Johnson has even more immediate headaches that he needs his best whip — Trump — to ease. The speaker is currently locked in a battle within his conference as he tries to fend off an internally controversial effort to block proxy voting for new parents. The fight has ground the House floor to a standstill, and Johnson is desperately trying to get the president to help him out of the jam.

He’ll also need Trump to lean on conservative hard-liners as Johnson races to finalize a budget plan next week. GOP leaders want to put the reworked Senate budget resolution on the House floor Wednesday or Thursday, according to two people granted anonymity to describe the plans. But they’ll only be able to do so if the president forces a group of fiercely skeptical fiscal hawks to fall in line.

Consumed by those fights, Johnson, who boldly predicted in February that the president wouldn’t hit countries with across-the-board tariffs, has barely acknowledged the market fallout from the massive new levies.

“It may be rocky in the beginning, but I think that this will make sense for Americans,” Johnson told reporters Tuesday ahead of the tariff rollout. He posted one supportive message to his X account as Trump announced the global tariffs Wednesday but has not mentioned them since.

There’s another reason for Johnson to cheer on Trump’s tariffs: The revenue Trump claims they will generate could be key in offsetting the costs of the domestic policy megabill Republicans are now pursuing, which could include more than $5 trillion in tax cuts. While the tariff revenue won’t officially be scored as part of the plan, it could help convince deficit hawks to back the package.

After Trump rolled out his massive tariff regime Wednesday, Johnson downplayed any blame the president and Republicans would bear if everyday costs increased for Americans.
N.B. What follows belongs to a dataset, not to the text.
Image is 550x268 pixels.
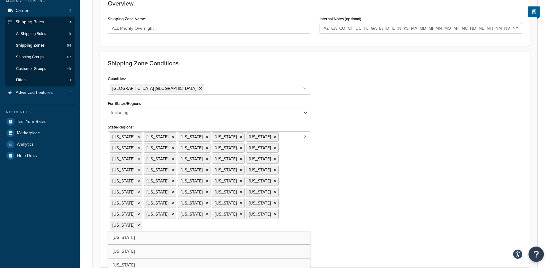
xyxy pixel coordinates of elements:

Instead Johnson predicted countries wouldn’t retaliate in response but would “bring their tariffs down, because they need us to be active trading partners.”

Some countries did in fact offer to lower tariffs and negotiate, but America’s biggest trading partners — including Canada, China and the European Union — have threatened retaliation.

The two leaders’ approach mirrors the reticence that prevails among the GOP rank-and-file, with members worrying that even soft criticism could result in sparking the president’s wrath and a primary challenge. And they need help from the administration if they are going to win exemptions for their states or help for impacted industries.

For Thune, the fallout from the latest tariffs has overshadowed what should be a major impending win: After weeks of internal wrangling, Thune was on the cusp Friday of getting a budget blueprint across the finish line in his chamber and moving forward with the “big, beautiful” domestic policy bill backed by Trump.

Unlike Johnson, Thune is facing pressure from a significant bloc of his own members. Five Republicans, including McConnell, have already signed on to bipartisan legislation to give Congress a vote on new tariffs. Sen. Ted Cruz (R-Texas), a staunch conservative, has publicly aired grievances over the tariffs. And Cramer, a Thune ally, floated that the congressional tariff review bill, co-authored by Sen. Chuck Grassley of Iowa, could potentially gain momentum in the Senate if the level of current “anxiety” continued.

But that jailbreak isn’t coming imminently, according to even some of the Senate Republicans’ biggest tariff critics. GOP senators don’t have a unified strategy, instead largely limiting their concerns to private conversations and looping each other in about what they are hearing from the administration.

“People are skittish. They’re all worried about it,” Sen. Rand Paul (R-Ky.) said. “But they are putting on a stiff upper lip to act as though nothing is happening and hoping it goes away.”